That’s the first sentence of a typically insightful piece that John Goodman recently posted at the Independent’s website:
[Krugman] describes Democrats as a “coalition of social groups, from teachers’ unions to Planned Parenthood, seeking specific benefits from government action.” More often than not, what these groups want from government is at someone else’s expense….
There are no overriding principles here. The party is always seeking opportunities to take from Peter and give to Paul. Paul can be rich or he can be poor. Ditto for Peter. All that really matters is that Paul promises a bigger reward (in terms of votes, campaign contributions, etc.)
Think of the political system as a sort of Hobbesian jungle, in which there is dog-eat-dog rivalry among people who are only interested in what’s in it for themselves. Think of fighting over a fixed pie, for which one man’s gain is another man’s loss.
Who loses out in such a world?
People who don’t vote (e.g., children, prisoners, unemployed youths, etc.);
People who always vote for the same party regardless of what it does (e.g., African Americans); and People who are in groups only temporarily and who have no opportunity to organize politically (e.g., people who fall in and out of poverty or people who contract expensive-to-treat health conditions).
Scour the entire country and you will be hard pressed to find a Democratic politician who is trying to reform inner city public schools. The reformers are almost always Republicans or wealthy people (who may sometimes vote for Democrats). Who cares about reforming the prison system? In Texas it has been a conservative think tank and Republican politicians. Who cares about lowering the barriers to a job (occupational licensing, union monopolies, minimum wages laws, etc.)?…
As I wrote in a previous post, black voters have tended to vote for the Democrats no matter what they do. That may be why so many black families must send their children to the worst schools, why they tend to receive the worse city services and why they are disproportionately the victims of environmental degradation – as in Flint, Michigan….
The problem here is what economists call the “fallacy of composition.” In each separate market the producers benefit by enjoying monopoly rents. But that doesn’t mean that the aggregate effects are good. Just the reverse. Creating a monopoly in every market is terrible for the economy as a whole.
And that is the fundamental problem with Democratic Party politics. Think of political jurisdictions where there basically are no Republicans. Think Detroit, Michigan. Think Puerto Rico.
Think of sharks in a feeding frenzy, eating a dead whale.
Once the whale is gone, there is nothing left to eat.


• _How to complete this task_
Please repeat the records below exactly, skipping any pictures.

(Extracted records)

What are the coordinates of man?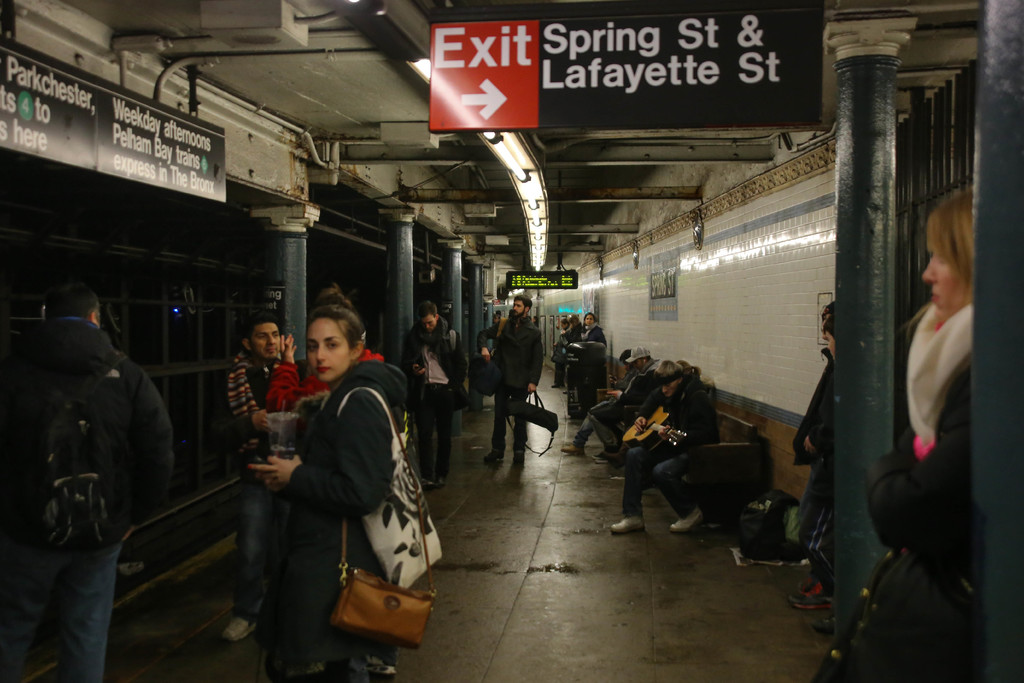
<box>0,283,172,682</box>.
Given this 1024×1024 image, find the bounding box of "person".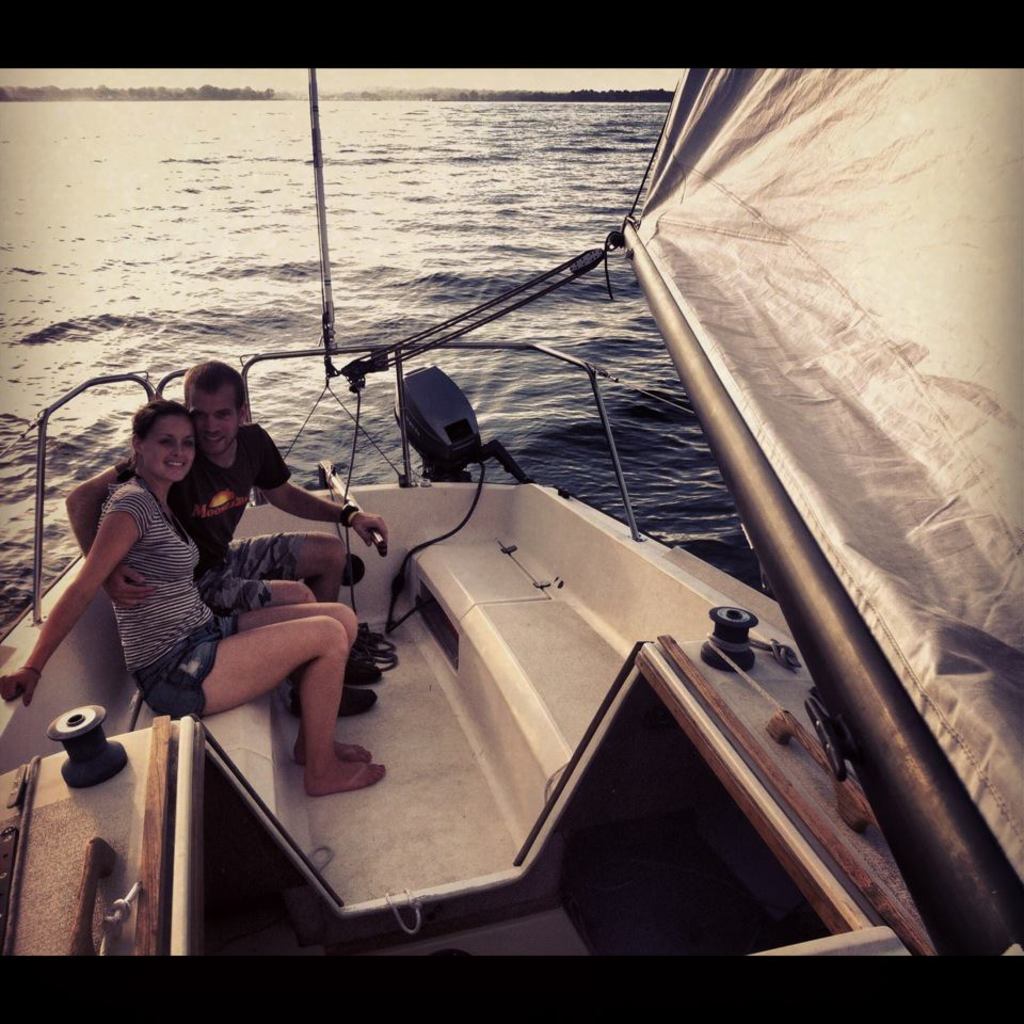
region(63, 352, 406, 713).
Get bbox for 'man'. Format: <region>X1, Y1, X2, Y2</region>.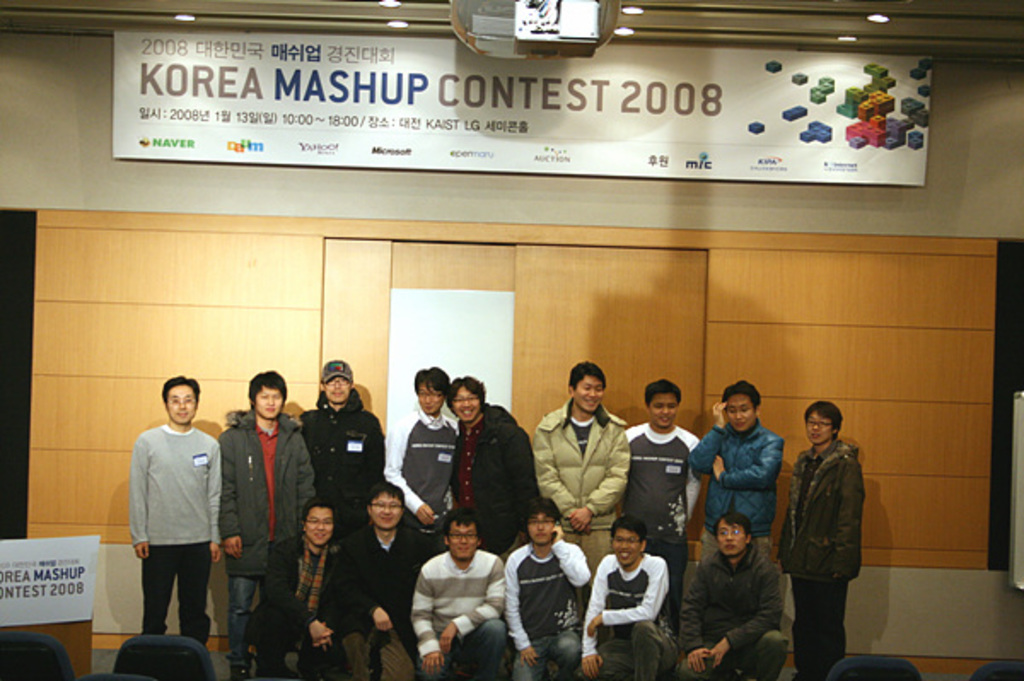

(End Extracted records)

• _Solution_
What are the coordinates of man?
<box>0,283,172,682</box>.
Given this 1024×1024 image, find the bounding box of "person".
region(63, 352, 406, 713).
Get bbox for 'man'. Format: <region>X1, Y1, X2, Y2</region>.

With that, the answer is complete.